5. Malay variety. Brown colour ; hair black, soft, curled, and abundant ; head moderately narrow, and forehead slightly arched ; nose full and broad towards the "apex ; large mouth ; upper jaw rather prominent; the features, when viewed in profile, projecting and distinct. The inhabitants of the peninsula of Malacca, of the South Sea, Ladrone, Philippine, Molucca, and Sunda islands, are arranged under this division.
As the Americans in their national cha racters hold the middle place between that middle variety of the human race, which we have called the Caucasians, and one of the extremes, viz. the Mongo lians; so the Malay forms the cbnnecting link between the Caucasian and the Ethiopian, The name of Malay is given to it, because most of the tribes which it includes, as those which inhabit the In dian islands near Malacca, the Sandwich, Society, and Friendly islands, also those of Madagascar, and thence to Easter island, use the Malay language.
The inhabitants of such various and distant countries may reasonably be ex pected to differ considerably in elegance of form, and in other circumstances of bodily organization. Hence some have even described two races in the island of Otaheite ; one of light colour, tall stature, and countenance scarcely distinguishable from the European : the other of mode rate stature, with the colour and counte nance of the Mulatto, crisp hair, &c. The latter, therefore, constitutes an inter mediate gradation, passing towards the inhabitants of the western islands of the Pacific Ocean. And of these the men of the New Hebrides form a link of connec tion with those of New Guinea and New Holland, which are so very similar to the Ethiopian variety, that they might be arranged without impropriety under that division.
The varieties which we have just stated are so many proofs of that pliancy so wisely bestowed by nature on the human constitution, to enable it to adapt itself to every clime. Thus the goodness of the Creator appears, in forming the whole world for man, and in opening to him every opportunity of enlarging his habitation, and multiplying his scientific acquirements ; instead of confining him, like the interior animals, to a bounded range. He is completely unrestrained in the choice of his dwelling, by conside rations of air, temperature, &c. ; and consequently far exceeds all other parts of animated creation in extension over the surface of the globe. Gmelin expe rienced cold of 126° below 0 of Fahren heit's scale, at Jeniseik, in Siberia. The Greenlander lives, and follows his occu pations, where the vegetable creation can no longer subsist, and where the snow bunting, with the polar fox and bear, half frozen, and perishing with hunger, hide themselves in holes of the ground. On the contrary, in Senegal, the ther mometer mounts sometimes to 117° above 0 ; and a natural warmth of 125° has been experienced. In short, man lives in every part of the known world (except ing some unexplored northern countries, and a few remote southern islands), from Greenland to Terra del Fuego, from Spitzbergen to the Cape, from the 80th degree of north to the 58th of south lati tude.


> **Task requirements**
The answer should reproduce every entry exactly and contain no images.

> **Entries shown**
____

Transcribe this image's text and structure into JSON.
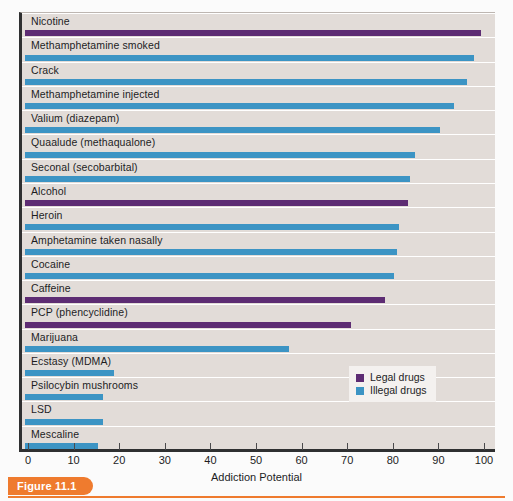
{
  "figure": {
    "badge_label": "Figure 11.1",
    "x_axis_title": "Addiction Potential"
  },
  "legend": {
    "position": "inside-lower-right",
    "items": [
      {
        "label": "Legal drugs",
        "color": "#5d2c73",
        "key": "legal"
      },
      {
        "label": "Illegal drugs",
        "color": "#3c94c4",
        "key": "illegal"
      }
    ]
  },
  "axis": {
    "ticks": [
      "0",
      "10",
      "20",
      "30",
      "40",
      "50",
      "60",
      "70",
      "80",
      "90",
      "100"
    ],
    "min": 0,
    "max": 100
  },
  "chart_data": {
    "type": "bar",
    "orientation": "horizontal",
    "title": "",
    "subtitle": "",
    "xlabel": "Addiction Potential",
    "ylabel": "",
    "xlim": [
      0,
      100
    ],
    "grid": false,
    "legend_position": "inside-lower-right",
    "categories": [
      "Nicotine",
      "Methamphetamine smoked",
      "Crack",
      "Methamphetamine injected",
      "Valium (diazepam)",
      "Quaalude (methaqualone)",
      "Seconal (secobarbital)",
      "Alcohol",
      "Heroin",
      "Amphetamine taken nasally",
      "Cocaine",
      "Caffeine",
      "PCP (phencyclidine)",
      "Marijuana",
      "Ecstasy (MDMA)",
      "Psilocybin mushrooms",
      "LSD",
      "Mescaline"
    ],
    "values": [
      100,
      98.5,
      97,
      94,
      91,
      85.5,
      84.5,
      84,
      82,
      81.5,
      81,
      79,
      71.5,
      58,
      19.5,
      17,
      17,
      16
    ],
    "groups": [
      "legal",
      "illegal",
      "illegal",
      "illegal",
      "illegal",
      "illegal",
      "illegal",
      "legal",
      "illegal",
      "illegal",
      "illegal",
      "legal",
      "legal",
      "illegal",
      "illegal",
      "illegal",
      "illegal",
      "illegal"
    ],
    "series": [
      {
        "name": "Legal drugs",
        "color": "#5d2c73"
      },
      {
        "name": "Illegal drugs",
        "color": "#3c94c4"
      }
    ]
  },
  "colors": {
    "plot_background": "#e2dcd8",
    "legal": "#5d2c73",
    "illegal": "#3c94c4",
    "axis": "#2f3031",
    "badge": "#ef7b2e"
  }
}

____

> **Answer for this exercise**
Transcribe this image's text and structure into JSON.
{
  "figure": {
    "badge_label": "Figure 11.1",
    "x_axis_title": "Addiction Potential"
  },
  "legend": {
    "position": "inside-lower-right",
    "items": [
      {
        "label": "Legal drugs",
        "color": "#5d2c73",
        "key": "legal"
      },
      {
        "label": "Illegal drugs",
        "color": "#3c94c4",
        "key": "illegal"
      }
    ]
  },
  "axis": {
    "ticks": [
      "0",
      "10",
      "20",
      "30",
      "40",
      "50",
      "60",
      "70",
      "80",
      "90",
      "100"
    ],
    "min": 0,
    "max": 100
  },
  "chart_data": {
    "type": "bar",
    "orientation": "horizontal",
    "title": "",
    "subtitle": "",
    "xlabel": "Addiction Potential",
    "ylabel": "",
    "xlim": [
      0,
      100
    ],
    "grid": false,
    "legend_position": "inside-lower-right",
    "categories": [
      "Nicotine",
      "Methamphetamine smoked",
      "Crack",
      "Methamphetamine injected",
      "Valium (diazepam)",
      "Quaalude (methaqualone)",
      "Seconal (secobarbital)",
      "Alcohol",
      "Heroin",
      "Amphetamine taken nasally",
      "Cocaine",
      "Caffeine",
      "PCP (phencyclidine)",
      "Marijuana",
      "Ecstasy (MDMA)",
      "Psilocybin mushrooms",
      "LSD",
      "Mescaline"
    ],
    "values": [
      100,
      98.5,
      97,
      94,
      91,
      85.5,
      84.5,
      84,
      82,
      81.5,
      81,
      79,
      71.5,
      58,
      19.5,
      17,
      17,
      16
    ],
    "groups": [
      "legal",
      "illegal",
      "illegal",
      "illegal",
      "illegal",
      "illegal",
      "illegal",
      "legal",
      "illegal",
      "illegal",
      "illegal",
      "legal",
      "legal",
      "illegal",
      "illegal",
      "illegal",
      "illegal",
      "illegal"
    ],
    "series": [
      {
        "name": "Legal drugs",
        "color": "#5d2c73"
      },
      {
        "name": "Illegal drugs",
        "color": "#3c94c4"
      }
    ]
  },
  "colors": {
    "plot_background": "#e2dcd8",
    "legal": "#5d2c73",
    "illegal": "#3c94c4",
    "axis": "#2f3031",
    "badge": "#ef7b2e"
  }
}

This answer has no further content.